After the thirteen year period of going through the lives and deaths of my family I was completely undone. It was then that I could let go absolutely in the Afterloss. A friend came over one day and said, “A couple of us were talking and we’re really worried about you. You need to get out more.” I thanked him for his concern. I was touched by his caring. Then he said, “What do you do all day?” I responded, “I don’t know, but it takes me all day to do it.”

Benjamin  All dayI could have said, “Well, every morning I take a victory lap around the kitchen congratulating myself for crawling out of bed. Then after I shower and dress I stare out in space for a couple of hours, take a long solitary walk while continuing to stare out in space, and then when night comes I light a candle and stare into space.” There’s a lot of space in the Afterloss to stare out of and into.

There was also something else I was doing, but I didn’t know how to describe it then. I was about the crucial task of reintegration. There are so many layers of the Afterloss and so many elements to reintegrate. The one I’d like to address here is how I came to live in the two worlds of before and after.

My world of before shifted long before their deaths. It was at the birth of our first child, Lydia’s massive seizures, Matt’s first month in intensive care, and the transfusion of HIV, which we didn’t know about for another two and half years. Before the birth, life was different. The biggest difference was our lives fit with other lives. It can be describe by that comical word called normal. A better way to describe it, however, is that we were a part of the whole in the world of before.

In the after, we were separated out of the herd in more ways than one. I lost my job. We fled from the city we were in and hid in full view while living with the secret of Lydia, Matt and Bryan’s HIV. During this period houses of children with HIV were being burned down and other children were being denied school; hysteria was the public perception towards anyone living with HIV. But this is not the after that I want to address. It is only an illustration of something that is much deeper, much more subtle.

The before world goes on. I still had to work. We still had to pay bills. Holidays and birthdays came and went just as before. The world looked the same but nothing was the same. I was living in the world after having to do life in the world of before. And I had to find a way, not to balance them, but to find some harmonic resonance between the two. I tried to balance them for a while and it nearly drained me completely damn near killing me. I’m more of a both/and rather than an either/or kind of guy and I needed to find a different way to blend the two.

The before has a linear quality to it. I have found nothing linear in the world of the Afterloss. I discovered another way of relating and honoring both worlds. The image I used was that the before world is like a picture of a landscape and the after world is a sheet of transparency that has an entirely different set of pictures. Now, every moment is lived by laying this transparency over the landscape and creating a whole new picture and a more peaceful, deeper experience.

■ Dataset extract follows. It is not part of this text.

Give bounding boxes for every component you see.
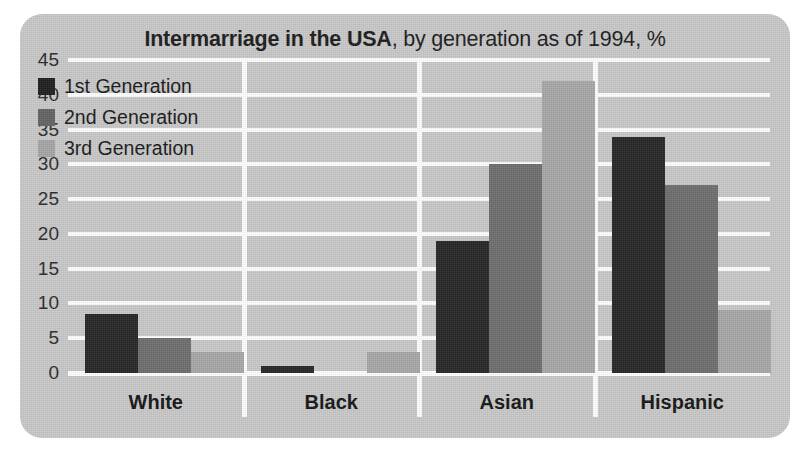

It took me a lot of intentionality to find a way to integrate the world that once was with what is.

Lydia looked out the window and saw a white clouds sliding into a soft orange. She said, “Let’s go look at the sunset.” She was too weak to walk to a place where we could watch the turning of another day. So, we got into the car and drove to an empty cul-de-sac at the end of our neighborhood where our view was unimpeded. It’s funny how the most extraordinary memories are the ordinary ones, isn’t it?

In the before world we watched a lot of sunsets. In the after world these sunsets weren’t just beautiful colors painting a vast sky and kissing the end of another day. In these sunsets were questions of how many days left do we have? What is left of us? How much more is left to give? And imbedded in the after sunsets was this deep yearning for one more and a simple request – please, give us just one more.

I believe those of us living in loss live in two worlds. These worlds are out of sync both in time and content but have to share the same space. Every moment still feels like I’m in parallel universes overlaying the two, but I have found peace and an effortlessness in the harmonic process. I was watching a documentary where two galaxies were colliding. Two massive galaxies were trying to share the same space. I thought to myself, I know exactly how that feels.